Relatedly, the court considered whether the alleged arrangement came to an end and, if so, when. This mattered because if the arrangement ended at a particular time, the defendant’s duty to account might crystallise from that point. Finally, the court considered the time bar defence under the Limitation Act, including how limitation applies to claims for an account. Account claims can raise complex questions about when the cause of action accrues and whether the claim is treated as a continuing one or as arising at a particular time.
What Was the Outcome?
The court’s decision turned on the scope of the defendant’s duty to account under s 73A CLPA and whether the defendant could rely on the alleged father-defendant arrangement to avoid or modify that duty. The judgment’s structure indicates that the court methodically resolved each issue: the existence and extent of statutory (and possibly equitable) duties, the evidential basis and legal effect of the arrangement, whether the plaintiff was bound by it, and the availability of laches and limitation defences.
Practically, the outcome would determine whether the plaintiff was entitled to an account of rental income for the relevant period, and whether the defendant’s retained sums could be treated as held on constructive trust (if an equitable duty was found). The court also had to decide the period for which an account should be taken, and whether the plaintiff’s claim was time-barred or otherwise barred by delay.
Why Does This Case Matter?
1. Clarifying the relationship between statutory and equitable duties to account
Aw Chee Peng v Aw Chee Loo is significant because it addresses a recurring question in co-ownership disputes: does the duty to account exist only because Parliament has imposed it via s 73A CLPA, or can equity impose an additional duty that supports proprietary remedies such as constructive trust? The court’s analysis provides a framework for lawyers assessing whether a claim should be pleaded solely as a statutory account claim or whether equitable relief is realistically available on the facts.
2. Evidence and consent: arrangements within families are not automatically binding
The case also highlights the evidential burden on a co-owner who asserts that a family arrangement modified statutory entitlements. Where one co-owner manages property and withholds accounts, the other co-owner’s later demand for an account may still succeed unless the managing co-owner can show clear agreement or conduct binding the claimant. Practitioners should therefore advise clients to document arrangements affecting rental income and to ensure that co-owners receive periodic accounts or at least written confirmations of how rental income is being applied.

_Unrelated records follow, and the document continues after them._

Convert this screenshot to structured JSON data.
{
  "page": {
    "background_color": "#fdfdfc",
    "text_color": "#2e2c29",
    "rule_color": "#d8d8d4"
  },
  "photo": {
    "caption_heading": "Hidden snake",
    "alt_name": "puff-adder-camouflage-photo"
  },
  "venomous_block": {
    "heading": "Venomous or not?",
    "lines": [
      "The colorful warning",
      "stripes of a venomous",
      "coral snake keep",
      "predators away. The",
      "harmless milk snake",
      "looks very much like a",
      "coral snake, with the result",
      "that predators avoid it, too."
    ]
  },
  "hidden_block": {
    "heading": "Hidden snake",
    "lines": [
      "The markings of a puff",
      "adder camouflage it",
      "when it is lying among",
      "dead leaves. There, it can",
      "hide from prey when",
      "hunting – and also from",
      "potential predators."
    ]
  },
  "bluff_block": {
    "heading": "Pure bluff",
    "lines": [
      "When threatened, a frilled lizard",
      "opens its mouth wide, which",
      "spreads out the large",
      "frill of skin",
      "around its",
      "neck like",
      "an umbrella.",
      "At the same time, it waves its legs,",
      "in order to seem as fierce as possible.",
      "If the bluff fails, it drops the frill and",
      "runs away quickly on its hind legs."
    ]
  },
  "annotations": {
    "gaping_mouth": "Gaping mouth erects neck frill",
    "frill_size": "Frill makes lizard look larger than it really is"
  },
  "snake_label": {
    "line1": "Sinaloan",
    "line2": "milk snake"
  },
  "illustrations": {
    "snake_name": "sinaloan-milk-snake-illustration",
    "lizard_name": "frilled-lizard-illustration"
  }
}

3. Limitation and laches in account claims
Finally, the judgment’s treatment of laches and limitation is useful for planning litigation strategy. Account claims often involve long periods of management, and defendants frequently raise time-based defences. The court’s approach to when the duty crystallises, when an arrangement ends, and how limitation applies to account claims will guide future pleadings and submissions.
Legislation Referenced
- Conveyancing and Law of Property Act (Cap 61, 1994 Rev Ed) — s 73A
- Application of English Law Act
- Limitation Act
Cases Cited
- [2022] SGHC 68 (as provided in the supplied metadata)
Source Documents
This article analyses [2022] SGHC 68 for legal research and educational purposes. It does not constitute legal advice. Readers should consult the full judgment for the Court's complete reasoning.